Universal Traits Have Been Discovered In Lullabies and Dance Music
According to a new study published in Current Biology, dance songs and lullabies from around the globe can be identified by most.
Could people guess what songs are for used for dance or soothing a child by their sound alone, without any knowledge about their cultural context?
In many ways, yes. Without cultural context or geographical indication, the public could identify dance songs and lullabies, but had trouble distinguishing love songs and healing songs produced in non-Western nations.
“What that suggests is that lullabies, dance songs, and, to a lesser extent, healing songs, share enough features across cultures to be universal features of human behavior,” said Samuel Mehr, an author on the new study, according to the Smithsonian. “You don’t need to know anything about a particular culture to be able to make some really interesting and accurate inferences about their music.”
Every culture has a distinct sound, but music can be universal. It seems that dormant patterns, tucked beneath the rhythm, can be recognized, according to some researchers, although evidence for universal features seems to be lacking.
According to the surveys, approximately half of music scholars and 30 percent of ethnomusicologists were able to identify a song’s function by listening to it. However, approximately 70 percent of cognitive scientist were dubious, believing that the obviousness of the commonalities may not be true. They suggested that biased perspectives feed the notion that there something may be true across culture. Researchers looked at a large sample base, analyzing songs from different locations.
Past studies hoped to examine the browse same subject, but those limited studies didn’t represent the music from around the world. Approximately 118 recordings from 86 small, isolated societies were looked to when analyzing specific characteristics of rhythm and pitch were identified for the new study.
“It’s a very thorough and important [study],” says Pat Savage, a musicologist at the Tokyo University of the Arts, according to The Atlantic. “It gets us a little closer to answering the really important and controversial questions of whether there’s anything universal about beauty or meaning in music, and why music evolved—a question that has intrigued scientists since Darwin.”
About 750 English speakers from 60 countries reviewed sample songs composed to heal an illness, mourn the dead, tell a story, and soothe a baby during an initial experiment. During a second experiment, a different set of online listeners were used to explore how the characteristics of a song might influence listener's’ decisions. Those listeners found that lullabies sound sadder and simpler, and dancing songs were faster, more complex, and upbeat.
Both context and musical features revealed the purpose of a song, though neither could fully explain the ranking in the first experiment. Instead, something else tipped off listeners. The University of Toronto and others experimented with lullabies in the past, attempting to solve the question of the universal nature of lullabies. Experiments will be repeated with non-English speakers and small-scale societies to better analyze the music and the artificial intelligence techniques used to craft the music. The ongoing study hopes to pinpoint the evolutionary origin of music.
Certain researchers have hypothesized that lullabies are the most primitive form of music, and likely evolved form parent-offspring interactions. Something deep, fundamental, and pronounced can be found in both lullabies and dance songs.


* Prompt:
Lines with the word "size": copy all of them from the entries below.

Top of Exercise input

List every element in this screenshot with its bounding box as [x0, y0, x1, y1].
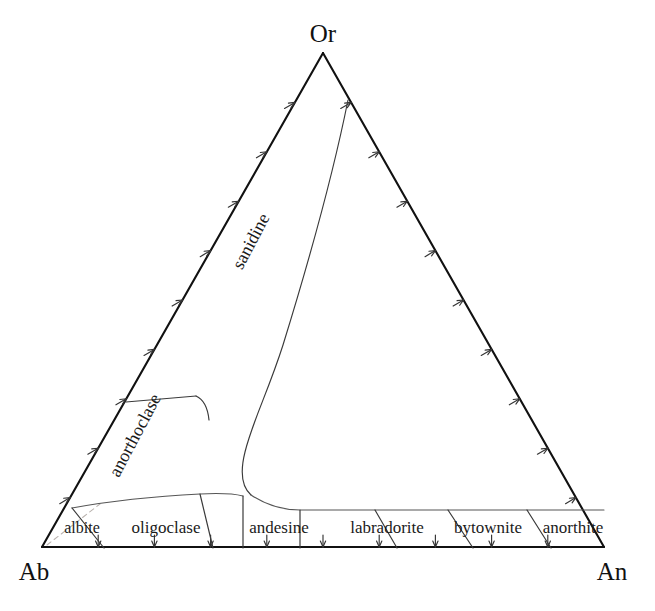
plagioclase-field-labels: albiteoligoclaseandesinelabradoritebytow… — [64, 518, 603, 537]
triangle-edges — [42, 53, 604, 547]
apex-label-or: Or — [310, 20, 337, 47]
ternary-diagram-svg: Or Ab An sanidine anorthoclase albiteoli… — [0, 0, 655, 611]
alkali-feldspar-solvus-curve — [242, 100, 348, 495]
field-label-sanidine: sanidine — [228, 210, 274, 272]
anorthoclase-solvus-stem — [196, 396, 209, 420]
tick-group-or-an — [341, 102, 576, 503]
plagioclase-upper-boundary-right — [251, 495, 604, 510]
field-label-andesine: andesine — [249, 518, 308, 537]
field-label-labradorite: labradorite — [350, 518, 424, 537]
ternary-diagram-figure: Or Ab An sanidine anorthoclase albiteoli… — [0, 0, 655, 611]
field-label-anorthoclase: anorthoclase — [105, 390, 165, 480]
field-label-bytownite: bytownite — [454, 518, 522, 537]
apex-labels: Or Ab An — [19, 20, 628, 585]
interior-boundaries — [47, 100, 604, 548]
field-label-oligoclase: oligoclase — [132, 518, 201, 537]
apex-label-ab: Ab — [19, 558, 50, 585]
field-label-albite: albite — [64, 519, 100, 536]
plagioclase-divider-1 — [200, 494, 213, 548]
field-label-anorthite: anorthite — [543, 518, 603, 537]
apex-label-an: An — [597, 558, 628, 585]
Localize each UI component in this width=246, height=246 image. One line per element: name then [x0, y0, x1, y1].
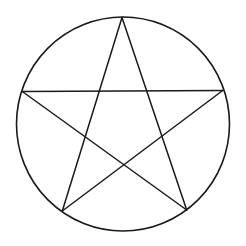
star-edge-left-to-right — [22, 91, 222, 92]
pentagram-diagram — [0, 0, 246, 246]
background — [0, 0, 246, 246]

Bottom of Exercise input
Top of Exercise input

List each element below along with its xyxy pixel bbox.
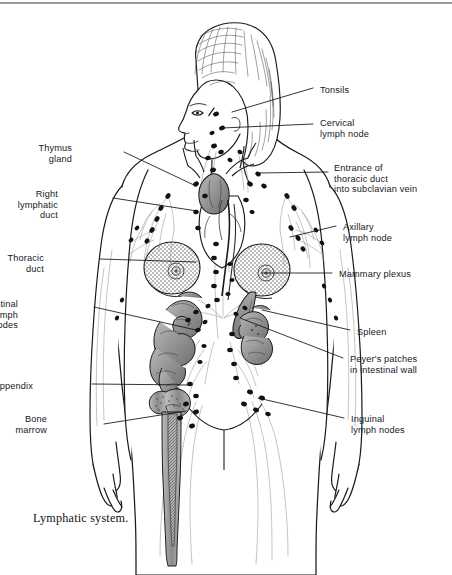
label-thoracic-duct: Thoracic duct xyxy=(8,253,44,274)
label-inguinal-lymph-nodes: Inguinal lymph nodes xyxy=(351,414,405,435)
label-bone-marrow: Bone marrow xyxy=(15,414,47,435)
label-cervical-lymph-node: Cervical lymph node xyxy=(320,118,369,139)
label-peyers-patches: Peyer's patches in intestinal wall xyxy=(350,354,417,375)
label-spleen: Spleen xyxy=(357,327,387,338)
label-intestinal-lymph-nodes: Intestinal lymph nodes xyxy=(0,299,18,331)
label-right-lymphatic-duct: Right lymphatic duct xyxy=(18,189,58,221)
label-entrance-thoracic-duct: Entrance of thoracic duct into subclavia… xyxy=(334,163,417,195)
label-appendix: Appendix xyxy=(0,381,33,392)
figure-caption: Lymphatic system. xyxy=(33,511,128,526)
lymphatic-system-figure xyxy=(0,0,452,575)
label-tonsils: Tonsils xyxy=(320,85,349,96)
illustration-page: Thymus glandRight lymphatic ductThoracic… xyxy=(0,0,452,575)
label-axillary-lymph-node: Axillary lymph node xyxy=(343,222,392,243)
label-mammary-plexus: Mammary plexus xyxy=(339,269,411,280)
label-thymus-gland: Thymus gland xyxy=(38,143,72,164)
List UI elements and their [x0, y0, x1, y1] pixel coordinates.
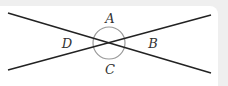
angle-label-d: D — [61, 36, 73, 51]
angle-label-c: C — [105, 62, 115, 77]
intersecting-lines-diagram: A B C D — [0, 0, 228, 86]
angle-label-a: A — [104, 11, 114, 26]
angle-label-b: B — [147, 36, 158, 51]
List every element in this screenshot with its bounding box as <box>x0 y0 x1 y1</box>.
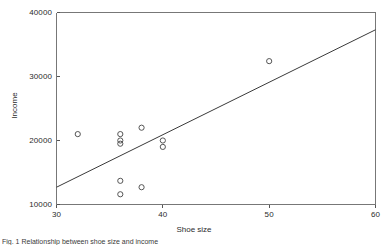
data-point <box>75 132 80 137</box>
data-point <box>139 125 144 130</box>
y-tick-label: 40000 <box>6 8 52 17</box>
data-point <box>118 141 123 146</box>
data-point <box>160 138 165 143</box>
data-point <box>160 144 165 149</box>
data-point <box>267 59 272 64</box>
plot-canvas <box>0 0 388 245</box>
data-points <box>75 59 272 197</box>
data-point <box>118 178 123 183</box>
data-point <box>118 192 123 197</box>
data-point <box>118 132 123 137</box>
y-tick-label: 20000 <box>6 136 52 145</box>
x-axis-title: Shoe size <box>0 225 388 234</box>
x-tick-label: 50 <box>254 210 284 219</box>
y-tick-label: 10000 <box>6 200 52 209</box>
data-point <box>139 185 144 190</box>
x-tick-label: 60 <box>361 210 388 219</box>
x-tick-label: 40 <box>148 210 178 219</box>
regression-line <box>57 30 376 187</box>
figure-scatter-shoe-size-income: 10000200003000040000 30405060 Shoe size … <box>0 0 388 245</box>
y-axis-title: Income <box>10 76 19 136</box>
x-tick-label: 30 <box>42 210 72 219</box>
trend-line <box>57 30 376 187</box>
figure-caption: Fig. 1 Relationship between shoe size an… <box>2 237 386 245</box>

Bottom of Exercise input

* Exercise response:
x-axis-title: Shoe size <box>0 225 388 234</box>
figure-scatter-shoe-size-income: 10000200003000040000 30405060 Shoe size … <box>0 0 388 245</box>
figure-caption: Fig. 1 Relationship between shoe size an… <box>2 237 386 245</box>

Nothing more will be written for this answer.